Moral and material progress

Literature can have a permanence to it that surpasses the ephemeral and fleeting nature of so much of our daily lives. Sententia Antiquae translates:

“Among the elements that contribute to the higher evolution of human life, it looks as if one might make a broad division: some are progressive, so that each new stage supersedes the last, some are eternal and are never superseded. I will not try to specify the two classes more precisely; one might say roughly that material things are superseded and spiritual things not; or that everything considered as an achievement can be superseded, but considered as so much life, not. Neither classification is exact, but let it pass.

Our own generation is perhaps unusually conscious of the element of change. We live, since the opening of the great epoch of scientific invention in the nineteenth century, in a world utterly transformed from any that existed before. Yet we know that behind all changes the main web of life is permanent.

The joy of an Egyptian child of the First Dynasty in a clay doll was every bit as keen as the joy of a child now in a number of vastly better dolls. Her grief was as great when it was taken away. Those are very simple emotions, but I believe the same holds of emotions much more complex.

The joy and grief of the artist in his art, of the strong man in his fighting, of the seeker after knowledge or righteousness in his many wanderings; these and things like them, all the great terrors and desires and beauties, belong somewhere to the permanent stuff of which daily life consists; they go with hunger and thirst and love and the facing of death. And these it is that make the permanence of literature.

There are many elements in the work of Homer or Aeschylus which are obsolete and even worthless, but there is no surpassing their essential poetry. It is there, a permanent power which we can feel or fail to feel, and if we fail the world is the poorer. And the same is true, though a little less easy to see, of the essential work of the historian or the philosopher.”

It’s in this that you can start to appreciate the distinction necessary when using the words “progress” or “progressive”, which is that the material and technological (and to a degree the social/cultural) space can experience meaningful progress, wherein one generation builds on the inheritance of what was received or corrects what was not received. But all personal and intimate progress begins again with every human person, as far as that person is able to develop the virtue and heart of a whole human being. Christopher Akers writes on the issue of moral progress:

Monsignor Alfred Newman Gilbey, the one-time Catholic chaplain to Cambridge University, understood this change well. He once remarked to the British philosopher Roger Scruton that “we are not led to undo the work of creation or to rectify the Fall. The duty of the Christian is not to leave the world a better place. His duty is to leave this world a better man.” Most of us may still hope that what we do will benefit those whose lives we touch, but the internal struggle is already a heavy enough task.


Instructions to follow:
Skip the pictures. Quote every line below, exactly, from the one with "Give bounding boxes" through the final line.

Source material:
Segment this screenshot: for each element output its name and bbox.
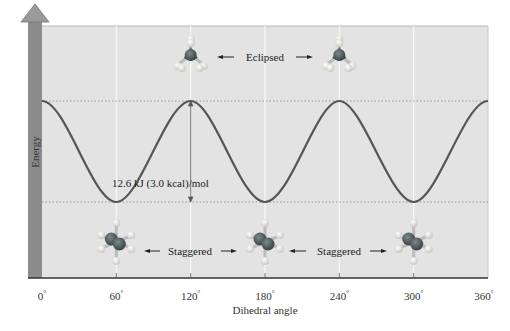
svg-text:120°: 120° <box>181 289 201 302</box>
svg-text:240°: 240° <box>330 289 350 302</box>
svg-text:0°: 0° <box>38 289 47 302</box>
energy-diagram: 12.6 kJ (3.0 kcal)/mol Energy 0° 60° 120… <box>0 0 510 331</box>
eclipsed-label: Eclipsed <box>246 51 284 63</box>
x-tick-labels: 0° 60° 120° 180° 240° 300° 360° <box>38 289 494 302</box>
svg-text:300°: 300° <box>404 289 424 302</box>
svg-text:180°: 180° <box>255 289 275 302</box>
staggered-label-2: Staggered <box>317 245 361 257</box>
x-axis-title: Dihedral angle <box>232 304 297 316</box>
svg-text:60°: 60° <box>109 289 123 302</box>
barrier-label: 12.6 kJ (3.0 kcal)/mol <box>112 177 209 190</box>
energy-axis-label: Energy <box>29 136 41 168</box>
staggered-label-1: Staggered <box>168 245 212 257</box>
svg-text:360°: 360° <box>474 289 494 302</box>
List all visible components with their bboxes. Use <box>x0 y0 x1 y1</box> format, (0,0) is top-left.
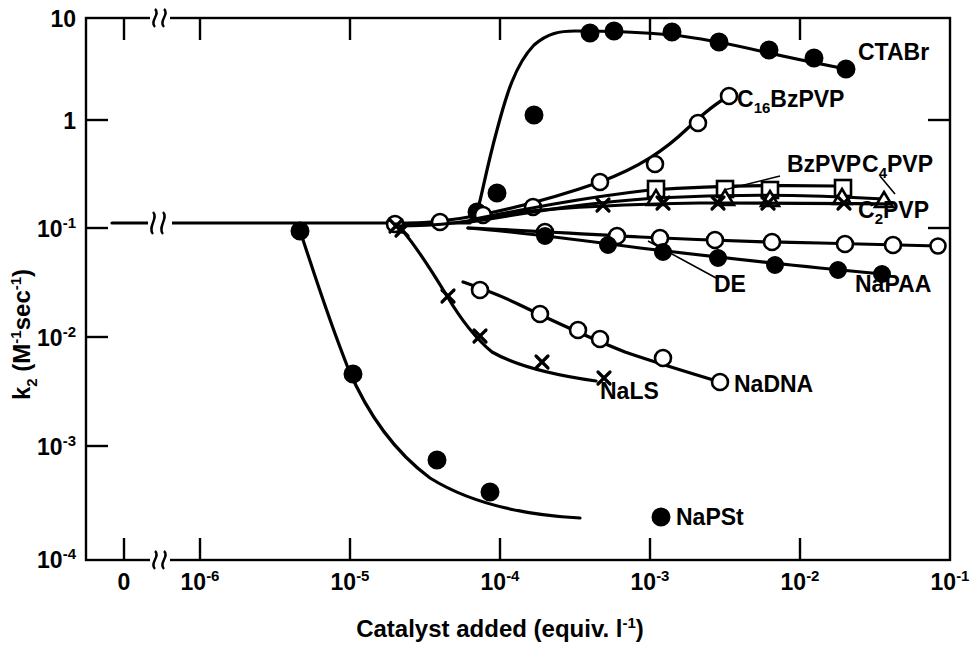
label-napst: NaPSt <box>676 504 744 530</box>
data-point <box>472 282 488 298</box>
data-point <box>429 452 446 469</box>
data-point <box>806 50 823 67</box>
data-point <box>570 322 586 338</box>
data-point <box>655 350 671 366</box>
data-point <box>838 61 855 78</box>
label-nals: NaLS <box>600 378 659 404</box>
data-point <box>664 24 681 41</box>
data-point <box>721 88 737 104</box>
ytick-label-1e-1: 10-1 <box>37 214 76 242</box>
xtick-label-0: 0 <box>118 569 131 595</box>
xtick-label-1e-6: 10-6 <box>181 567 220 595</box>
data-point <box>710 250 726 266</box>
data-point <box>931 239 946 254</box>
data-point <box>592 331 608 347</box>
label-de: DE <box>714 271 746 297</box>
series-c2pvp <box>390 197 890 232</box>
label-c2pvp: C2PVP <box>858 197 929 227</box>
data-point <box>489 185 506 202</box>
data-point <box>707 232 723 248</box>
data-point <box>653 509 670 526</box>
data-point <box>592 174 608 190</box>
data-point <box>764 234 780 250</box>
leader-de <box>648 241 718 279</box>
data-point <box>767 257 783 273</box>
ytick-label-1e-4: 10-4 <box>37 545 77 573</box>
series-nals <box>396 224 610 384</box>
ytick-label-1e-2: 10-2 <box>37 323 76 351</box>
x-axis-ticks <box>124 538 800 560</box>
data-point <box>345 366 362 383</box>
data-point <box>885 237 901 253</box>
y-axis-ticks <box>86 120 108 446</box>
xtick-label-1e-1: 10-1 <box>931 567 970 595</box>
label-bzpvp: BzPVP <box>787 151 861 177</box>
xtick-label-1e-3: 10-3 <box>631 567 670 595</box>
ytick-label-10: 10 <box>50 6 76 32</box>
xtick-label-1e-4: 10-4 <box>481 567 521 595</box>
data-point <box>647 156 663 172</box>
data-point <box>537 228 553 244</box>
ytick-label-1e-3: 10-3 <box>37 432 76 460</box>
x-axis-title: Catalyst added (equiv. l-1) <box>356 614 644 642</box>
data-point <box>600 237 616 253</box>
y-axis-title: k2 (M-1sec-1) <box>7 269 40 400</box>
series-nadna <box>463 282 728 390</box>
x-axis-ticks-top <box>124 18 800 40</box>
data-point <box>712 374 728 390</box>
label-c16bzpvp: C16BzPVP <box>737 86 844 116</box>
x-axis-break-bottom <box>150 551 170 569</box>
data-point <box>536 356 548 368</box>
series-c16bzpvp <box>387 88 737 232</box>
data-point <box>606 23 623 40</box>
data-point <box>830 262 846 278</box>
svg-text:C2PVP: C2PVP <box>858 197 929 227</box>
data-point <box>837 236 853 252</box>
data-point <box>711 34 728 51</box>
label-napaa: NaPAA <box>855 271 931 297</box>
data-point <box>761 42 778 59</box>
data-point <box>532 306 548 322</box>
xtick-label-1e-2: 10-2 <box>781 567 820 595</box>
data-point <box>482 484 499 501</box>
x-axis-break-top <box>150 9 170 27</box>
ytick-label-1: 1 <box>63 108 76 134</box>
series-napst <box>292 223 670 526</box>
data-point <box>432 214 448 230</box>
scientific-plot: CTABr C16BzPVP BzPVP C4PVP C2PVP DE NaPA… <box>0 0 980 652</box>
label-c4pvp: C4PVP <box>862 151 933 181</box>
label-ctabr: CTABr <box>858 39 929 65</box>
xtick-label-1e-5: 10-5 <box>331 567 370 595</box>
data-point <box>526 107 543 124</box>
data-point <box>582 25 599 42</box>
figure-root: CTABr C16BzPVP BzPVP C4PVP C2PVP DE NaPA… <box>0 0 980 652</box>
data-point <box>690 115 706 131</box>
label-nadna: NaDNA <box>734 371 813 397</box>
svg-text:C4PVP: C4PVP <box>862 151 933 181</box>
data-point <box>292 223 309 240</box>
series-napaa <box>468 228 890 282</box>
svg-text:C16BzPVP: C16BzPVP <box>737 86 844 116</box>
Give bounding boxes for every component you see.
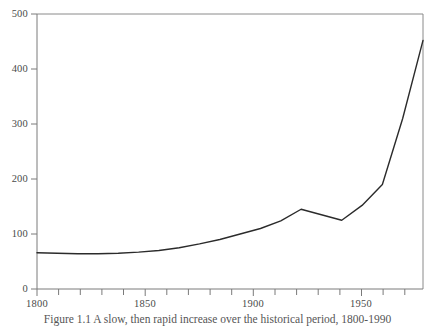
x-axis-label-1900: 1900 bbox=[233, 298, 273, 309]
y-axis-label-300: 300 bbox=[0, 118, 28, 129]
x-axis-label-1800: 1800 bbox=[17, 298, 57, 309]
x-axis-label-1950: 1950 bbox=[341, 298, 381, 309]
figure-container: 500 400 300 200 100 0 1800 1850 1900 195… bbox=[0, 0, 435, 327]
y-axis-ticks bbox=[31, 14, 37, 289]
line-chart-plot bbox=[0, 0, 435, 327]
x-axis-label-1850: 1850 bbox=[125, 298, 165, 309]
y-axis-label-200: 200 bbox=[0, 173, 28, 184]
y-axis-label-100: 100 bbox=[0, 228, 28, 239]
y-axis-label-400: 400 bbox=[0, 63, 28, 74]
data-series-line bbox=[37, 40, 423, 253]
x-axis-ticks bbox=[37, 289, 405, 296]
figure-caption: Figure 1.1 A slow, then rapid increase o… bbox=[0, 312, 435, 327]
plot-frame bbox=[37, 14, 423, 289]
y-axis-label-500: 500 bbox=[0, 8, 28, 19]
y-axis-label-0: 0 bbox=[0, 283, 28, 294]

Finished exercise:
Give bounding boxes for every component you see.
x-axis-label-1900: 1900 bbox=[233, 298, 273, 309]
y-axis-label-300: 300 bbox=[0, 118, 28, 129]
x-axis-label-1800: 1800 bbox=[17, 298, 57, 309]
x-axis-label-1950: 1950 bbox=[341, 298, 381, 309]
figure-container: 500 400 300 200 100 0 1800 1850 1900 195… bbox=[0, 0, 435, 327]
y-axis-ticks bbox=[31, 14, 37, 289]
line-chart-plot bbox=[0, 0, 435, 327]
x-axis-label-1850: 1850 bbox=[125, 298, 165, 309]
y-axis-label-200: 200 bbox=[0, 173, 28, 184]
y-axis-label-100: 100 bbox=[0, 228, 28, 239]
y-axis-label-400: 400 bbox=[0, 63, 28, 74]
data-series-line bbox=[37, 40, 423, 253]
x-axis-ticks bbox=[37, 289, 405, 296]
figure-caption: Figure 1.1 A slow, then rapid increase o… bbox=[0, 312, 435, 327]
plot-frame bbox=[37, 14, 423, 289]
y-axis-label-500: 500 bbox=[0, 8, 28, 19]
y-axis-label-0: 0 bbox=[0, 283, 28, 294]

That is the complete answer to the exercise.